WE JUST had a report in regard to these remarkable narcotics agents here, they are actually customs agents, I believe, working in the field of narcotics. We have all heard of the Ricord case, of Ricord, one of the big international smugglers, I understand.

What impressed me was the effect of his activities, what it really means in human, personal terms. For example, the number that was given to me was 15 tons of heroin that he had smuggled into the United States. That adds up to about 30,000 pounds. And I understand from one of the agents that each pound provides 37,000 doses or shots, or what have you.

So we have here, as a result of the efforts of these men and their colleagues in the Bureau of Customs, the apprehension of an individual who was the head of a heroin ring that brought in nine billion doses of heroin. And when I think of what one can do, or several can do, in destroying the life of a person, I would say these men have saved many, many lives.
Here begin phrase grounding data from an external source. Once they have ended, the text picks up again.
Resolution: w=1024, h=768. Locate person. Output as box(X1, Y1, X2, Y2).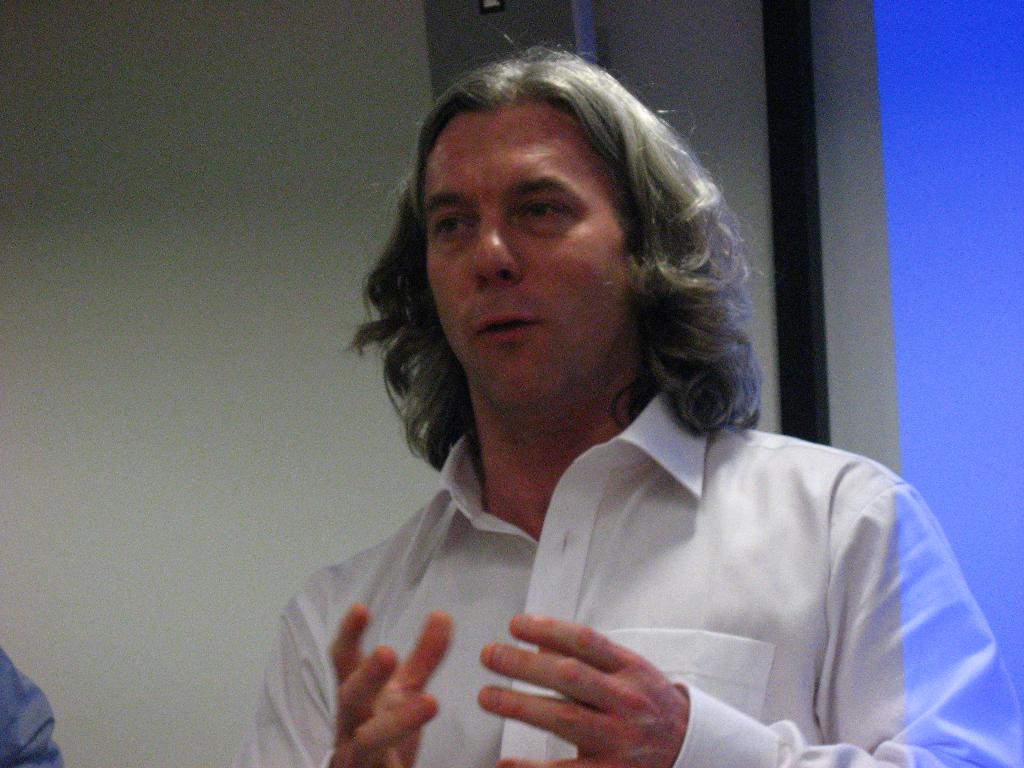
box(0, 647, 61, 767).
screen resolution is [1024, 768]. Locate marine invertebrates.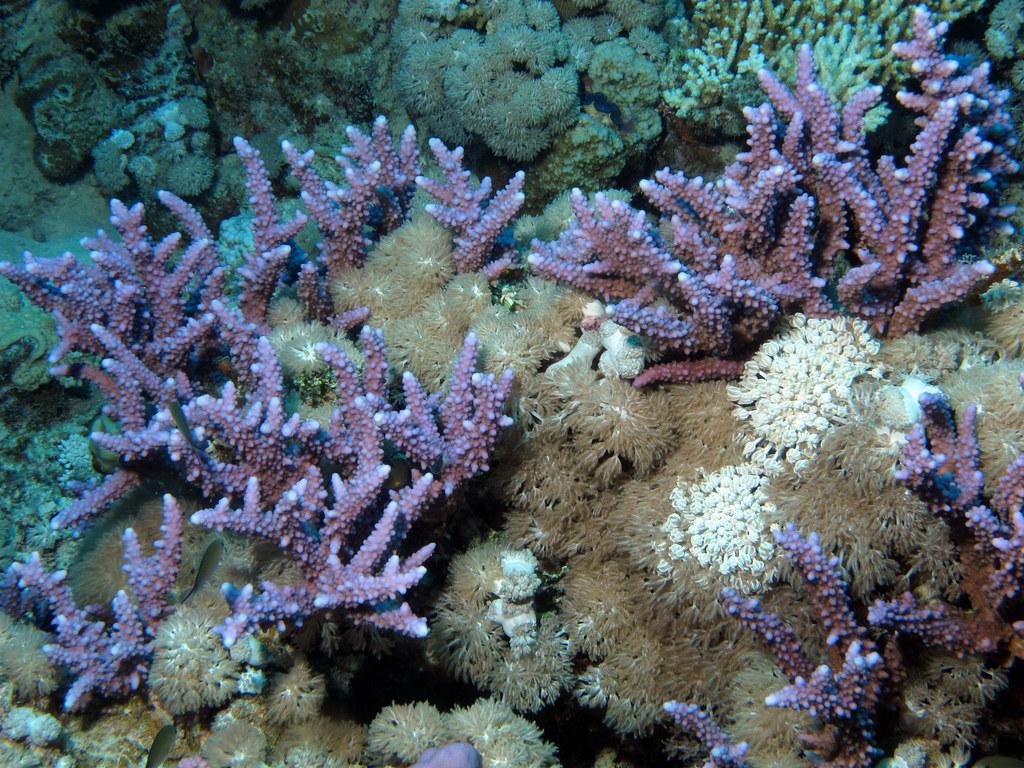
l=0, t=184, r=247, b=502.
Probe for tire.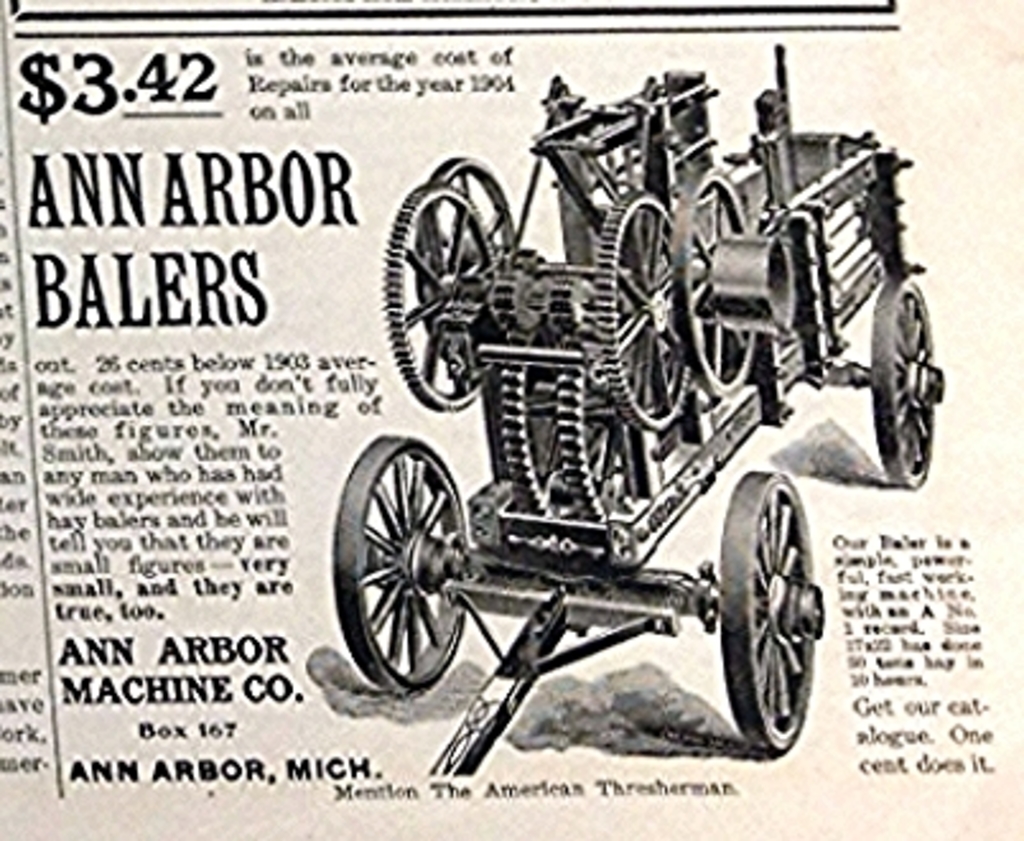
Probe result: box=[693, 449, 815, 770].
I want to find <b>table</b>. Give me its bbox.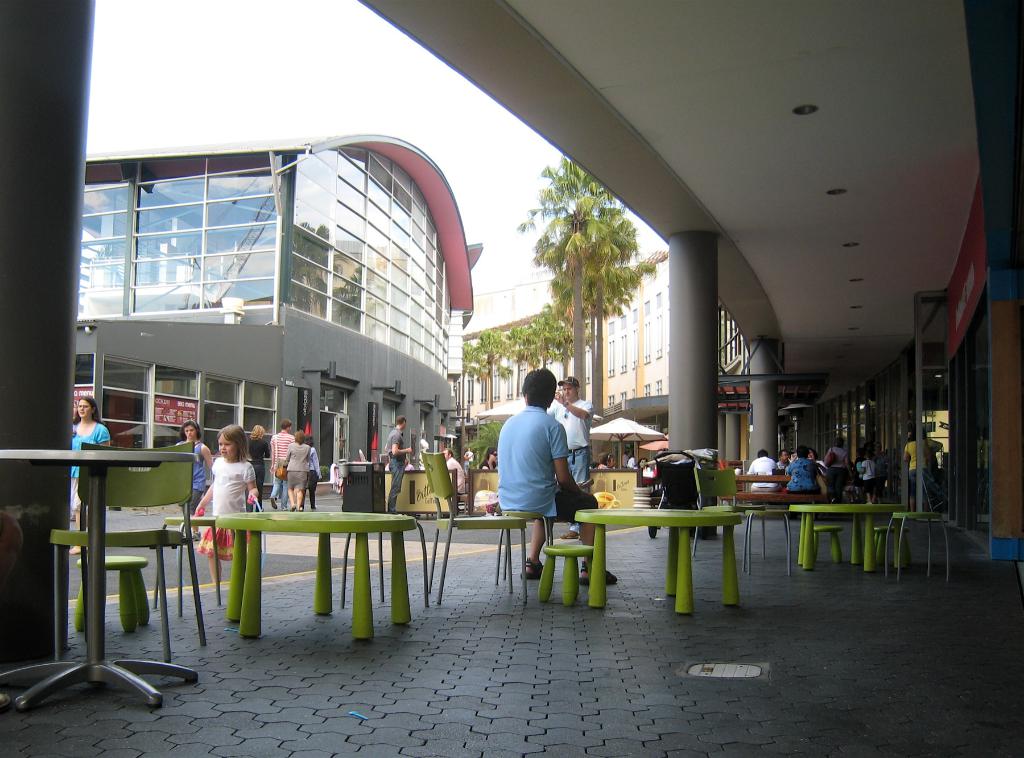
{"left": 214, "top": 505, "right": 416, "bottom": 640}.
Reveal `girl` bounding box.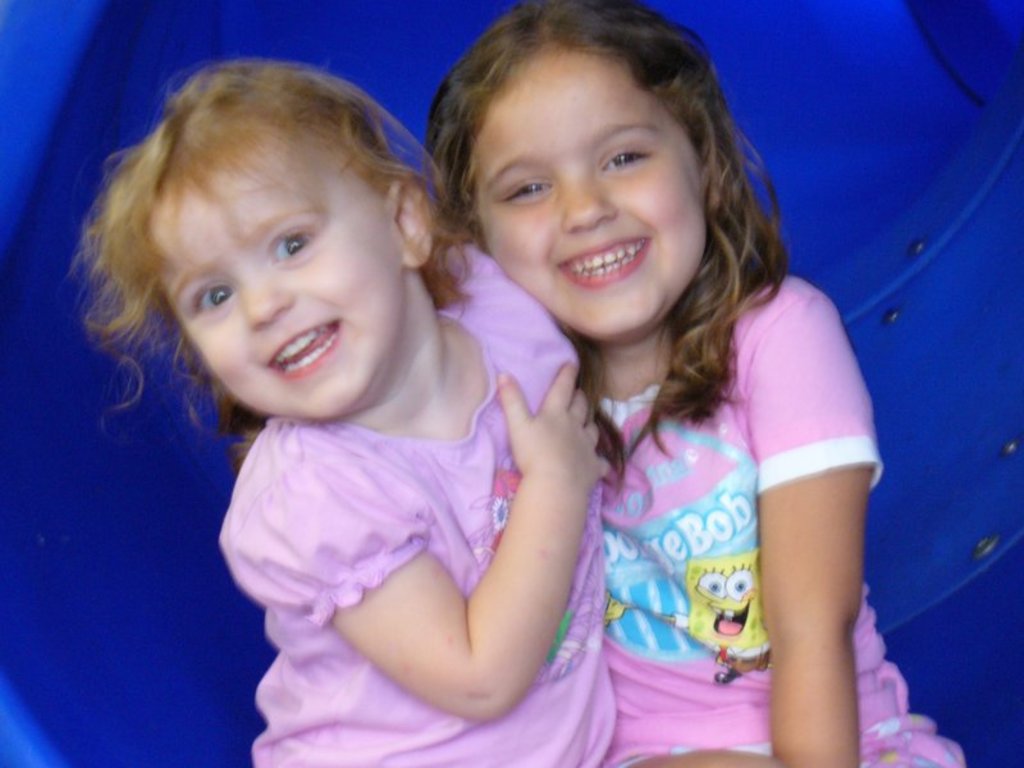
Revealed: {"x1": 70, "y1": 60, "x2": 617, "y2": 767}.
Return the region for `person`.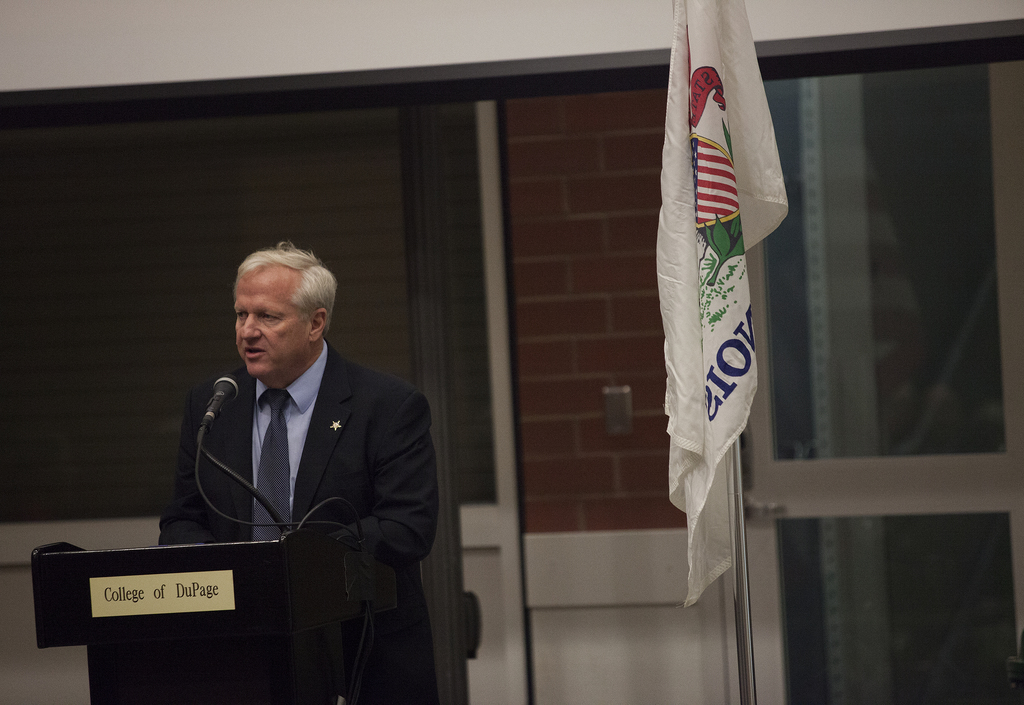
168, 224, 424, 677.
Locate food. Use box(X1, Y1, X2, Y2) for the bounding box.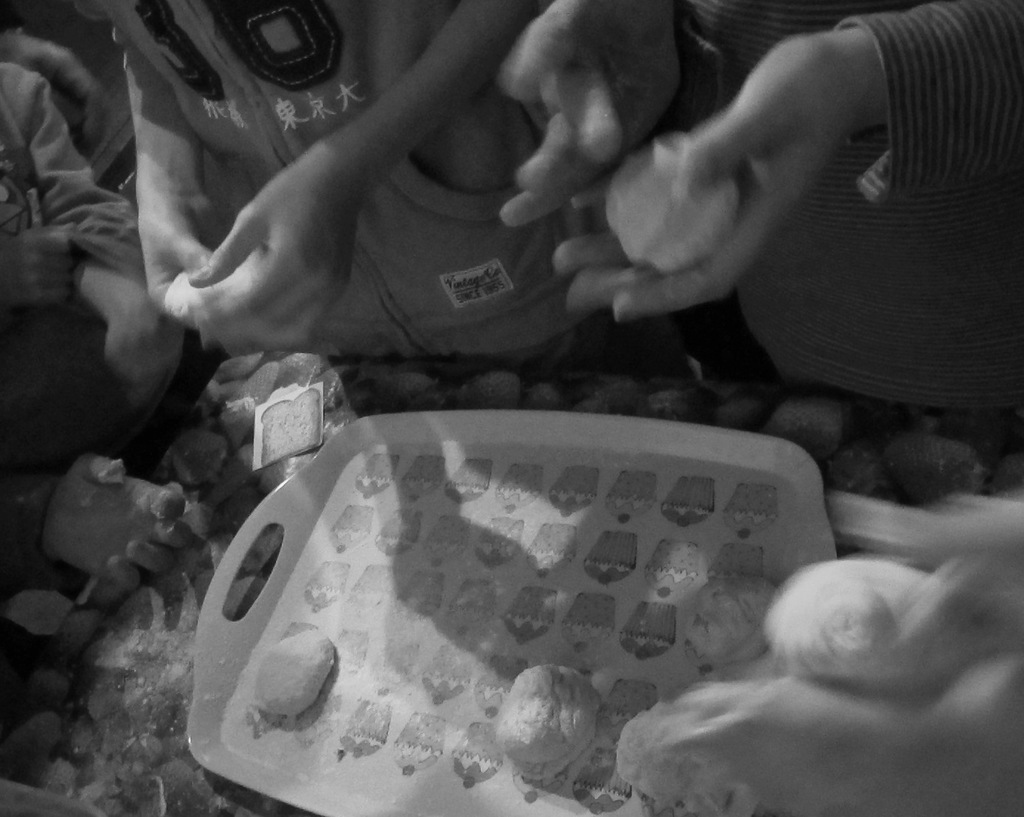
box(353, 476, 388, 500).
I have noted with interest that the judge, when he pronounced sentence at the end of this trial, said that actually when you consider that figure of nine billion doses of heroin, that what these men have done has really affected the lives of more than those, for example, who lost their lives in Vietnam.

So, this battle is important and we are having these men here, not because of just their own individual bravery and their competence and the rest, but to pay our respects to the hundreds of agents in the customs office and in our other enforcement areas in the battle against narcotics.

And now, I think they are all glad to know we are going to have stiffer penalties. We are going to have mandatory sentences. This individual received 20 years and our concern would be what happens to him after 2 years with a probation officer who feels perhaps he has had a record of good conduct while in prison. Any individual of this type, it seems to me, has to have a mandatory prison sentence for a period of years, and I find no disagreement among the group here.

Thank you.

Note: The President spoke at 10:53 a.m. in the Oval Office at the White House where he was meeting with Vernon D. Acree, Commissioner of Customs, and Customs Agents Paul Boulad, Robert P. Nunnery, Albert W. Seeley, Richard J. Hopkins, and Gustave Fassler.

On the same day, the White House released a fact sheet on the Ricord case.

Joseph Auguste Ricord was arrested in Paraguay in March 1971 and was extradited to face trial in New York City on Federal charges of conspiring to smuggle narcotics. He was convicted on December 15, 1972.